From graduation to 1967, he lived in Sudbury, Ontario, working for eighteen years at Inco mines, smelters and refineries and specializing in industrial safety and rock mechanics.
To meet this need, Kierans used proven Dutch and Californian experience to design his Great Recycling and Northern Development Canal concept in the 1950s.
However, despite Quebec’s past Premier Bourassa’s and prominent engineering groups’ endorsement of detailed study of his concept, as well as an invitation to outline it to the American Society of Civil Engineers in 2001, some Canadian authorities unfortunately fail to understand basic differences between run-off recycling as opposed to potentially harmful headwater diversions or simply fear any joint water management with the US.
While at MUN he worked with Newfoundland and Labrador Hydro on the 1975 attempt at a hydropower only crossing of the Strait of Belle Isle,[1] chaired the Environmental Committee on Brinco’s Kitts-Michelin uranium project, and was on the Editorial Board of the American Society Of Civil Engineers’ Manual on Nuclear Structures And Materials.
In 1983, he founded Deltaport Limited to create a very large, mid-ocean, floating, sea and air base using tetrahedral space frames.
In his later years he wrote three websites that reflected his interest in large-scale joint North American water management, floating mid-ocean sea-air bases, and the proposed Newfoundland-Labrador fixed link.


Aim of the exercise:
Each entry should be duplicated verbatim; its pictures should not be.

Data to examine:

►

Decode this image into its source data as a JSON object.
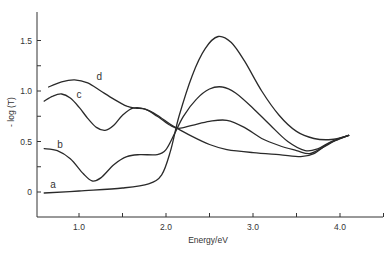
{
  "chart_data": {
    "type": "line",
    "title": "",
    "xlabel": "Energy/eV",
    "ylabel": "- log (T)",
    "xlim": [
      0.5,
      4.5
    ],
    "ylim": [
      -0.25,
      1.75
    ],
    "grid": false,
    "legend": "inline labels near left end of each curve",
    "x_ticks": [
      1.0,
      1.5,
      2.0,
      2.5,
      3.0,
      3.5,
      4.0,
      4.5
    ],
    "x_tick_labels": [
      {
        "value": 1.0,
        "label": "1.0"
      },
      {
        "value": 2.0,
        "label": "2.0"
      },
      {
        "value": 3.0,
        "label": "3.0"
      },
      {
        "value": 4.0,
        "label": "4.0"
      }
    ],
    "y_ticks": [
      0,
      0.25,
      0.5,
      0.75,
      1.0,
      1.25,
      1.5
    ],
    "y_tick_labels": [
      {
        "value": 0,
        "label": "0"
      },
      {
        "value": 0.5,
        "label": "0.5"
      },
      {
        "value": 1.0,
        "label": "1.0"
      },
      {
        "value": 1.5,
        "label": "1.5"
      }
    ],
    "series": [
      {
        "name": "a",
        "label_pos": [
          0.67,
          0.04
        ],
        "x": [
          0.6,
          1.0,
          1.5,
          1.8,
          1.95,
          2.05,
          2.15,
          2.3,
          2.45,
          2.6,
          2.75,
          2.9,
          3.1,
          3.3,
          3.5,
          3.7,
          3.9,
          4.1
        ],
        "y": [
          -0.01,
          0.01,
          0.04,
          0.08,
          0.17,
          0.4,
          0.75,
          1.15,
          1.42,
          1.54,
          1.48,
          1.3,
          1.0,
          0.76,
          0.6,
          0.53,
          0.52,
          0.56
        ]
      },
      {
        "name": "b",
        "label_pos": [
          0.75,
          0.44
        ],
        "x": [
          0.6,
          0.75,
          0.9,
          1.05,
          1.15,
          1.25,
          1.4,
          1.55,
          1.7,
          1.9,
          2.0,
          2.1,
          2.2,
          2.35,
          2.5,
          2.65,
          2.8,
          3.0,
          3.2,
          3.4,
          3.6,
          3.75,
          3.9,
          4.1
        ],
        "y": [
          0.43,
          0.41,
          0.33,
          0.18,
          0.11,
          0.14,
          0.27,
          0.35,
          0.37,
          0.37,
          0.42,
          0.58,
          0.75,
          0.92,
          1.02,
          1.04,
          0.98,
          0.83,
          0.66,
          0.5,
          0.41,
          0.43,
          0.5,
          0.56
        ]
      },
      {
        "name": "c",
        "label_pos": [
          0.97,
          0.93
        ],
        "x": [
          0.6,
          0.7,
          0.8,
          0.9,
          1.0,
          1.1,
          1.2,
          1.3,
          1.4,
          1.5,
          1.62,
          1.76,
          1.9,
          2.05,
          2.15,
          2.3,
          2.5,
          2.7,
          2.9,
          3.1,
          3.3,
          3.5,
          3.65,
          3.8,
          3.95,
          4.1
        ],
        "y": [
          0.9,
          0.95,
          0.97,
          0.93,
          0.84,
          0.73,
          0.64,
          0.61,
          0.66,
          0.76,
          0.83,
          0.82,
          0.75,
          0.66,
          0.63,
          0.66,
          0.7,
          0.71,
          0.64,
          0.53,
          0.46,
          0.41,
          0.38,
          0.44,
          0.51,
          0.56
        ]
      },
      {
        "name": "d",
        "label_pos": [
          1.2,
          1.11
        ],
        "x": [
          0.65,
          0.8,
          0.95,
          1.1,
          1.25,
          1.4,
          1.55,
          1.65,
          1.76,
          1.9,
          2.05,
          2.15,
          2.3,
          2.5,
          2.7,
          3.0,
          3.3,
          3.55,
          3.7,
          3.85,
          4.0,
          4.1
        ],
        "y": [
          1.04,
          1.09,
          1.11,
          1.08,
          1.0,
          0.92,
          0.85,
          0.83,
          0.82,
          0.76,
          0.67,
          0.62,
          0.55,
          0.47,
          0.42,
          0.39,
          0.37,
          0.35,
          0.38,
          0.47,
          0.53,
          0.56
        ]
      }
    ]
  }
}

◄

Output of the task:
Decode this image into its source data as a JSON object.
{
  "chart_data": {
    "type": "line",
    "title": "",
    "xlabel": "Energy/eV",
    "ylabel": "- log (T)",
    "xlim": [
      0.5,
      4.5
    ],
    "ylim": [
      -0.25,
      1.75
    ],
    "grid": false,
    "legend": "inline labels near left end of each curve",
    "x_ticks": [
      1.0,
      1.5,
      2.0,
      2.5,
      3.0,
      3.5,
      4.0,
      4.5
    ],
    "x_tick_labels": [
      {
        "value": 1.0,
        "label": "1.0"
      },
      {
        "value": 2.0,
        "label": "2.0"
      },
      {
        "value": 3.0,
        "label": "3.0"
      },
      {
        "value": 4.0,
        "label": "4.0"
      }
    ],
    "y_ticks": [
      0,
      0.25,
      0.5,
      0.75,
      1.0,
      1.25,
      1.5
    ],
    "y_tick_labels": [
      {
        "value": 0,
        "label": "0"
      },
      {
        "value": 0.5,
        "label": "0.5"
      },
      {
        "value": 1.0,
        "label": "1.0"
      },
      {
        "value": 1.5,
        "label": "1.5"
      }
    ],
    "series": [
      {
        "name": "a",
        "label_pos": [
          0.67,
          0.04
        ],
        "x": [
          0.6,
          1.0,
          1.5,
          1.8,
          1.95,
          2.05,
          2.15,
          2.3,
          2.45,
          2.6,
          2.75,
          2.9,
          3.1,
          3.3,
          3.5,
          3.7,
          3.9,
          4.1
        ],
        "y": [
          -0.01,
          0.01,
          0.04,
          0.08,
          0.17,
          0.4,
          0.75,
          1.15,
          1.42,
          1.54,
          1.48,
          1.3,
          1.0,
          0.76,
          0.6,
          0.53,
          0.52,
          0.56
        ]
      },
      {
        "name": "b",
        "label_pos": [
          0.75,
          0.44
        ],
        "x": [
          0.6,
          0.75,
          0.9,
          1.05,
          1.15,
          1.25,
          1.4,
          1.55,
          1.7,
          1.9,
          2.0,
          2.1,
          2.2,
          2.35,
          2.5,
          2.65,
          2.8,
          3.0,
          3.2,
          3.4,
          3.6,
          3.75,
          3.9,
          4.1
        ],
        "y": [
          0.43,
          0.41,
          0.33,
          0.18,
          0.11,
          0.14,
          0.27,
          0.35,
          0.37,
          0.37,
          0.42,
          0.58,
          0.75,
          0.92,
          1.02,
          1.04,
          0.98,
          0.83,
          0.66,
          0.5,
          0.41,
          0.43,
          0.5,
          0.56
        ]
      },
      {
        "name": "c",
        "label_pos": [
          0.97,
          0.93
        ],
        "x": [
          0.6,
          0.7,
          0.8,
          0.9,
          1.0,
          1.1,
          1.2,
          1.3,
          1.4,
          1.5,
          1.62,
          1.76,
          1.9,
          2.05,
          2.15,
          2.3,
          2.5,
          2.7,
          2.9,
          3.1,
          3.3,
          3.5,
          3.65,
          3.8,
          3.95,
          4.1
        ],
        "y": [
          0.9,
          0.95,
          0.97,
          0.93,
          0.84,
          0.73,
          0.64,
          0.61,
          0.66,
          0.76,
          0.83,
          0.82,
          0.75,
          0.66,
          0.63,
          0.66,
          0.7,
          0.71,
          0.64,
          0.53,
          0.46,
          0.41,
          0.38,
          0.44,
          0.51,
          0.56
        ]
      },
      {
        "name": "d",
        "label_pos": [
          1.2,
          1.11
        ],
        "x": [
          0.65,
          0.8,
          0.95,
          1.1,
          1.25,
          1.4,
          1.55,
          1.65,
          1.76,
          1.9,
          2.05,
          2.15,
          2.3,
          2.5,
          2.7,
          3.0,
          3.3,
          3.55,
          3.7,
          3.85,
          4.0,
          4.1
        ],
        "y": [
          1.04,
          1.09,
          1.11,
          1.08,
          1.0,
          0.92,
          0.85,
          0.83,
          0.82,
          0.76,
          0.67,
          0.62,
          0.55,
          0.47,
          0.42,
          0.39,
          0.37,
          0.35,
          0.38,
          0.47,
          0.53,
          0.56
        ]
      }
    ]
  }
}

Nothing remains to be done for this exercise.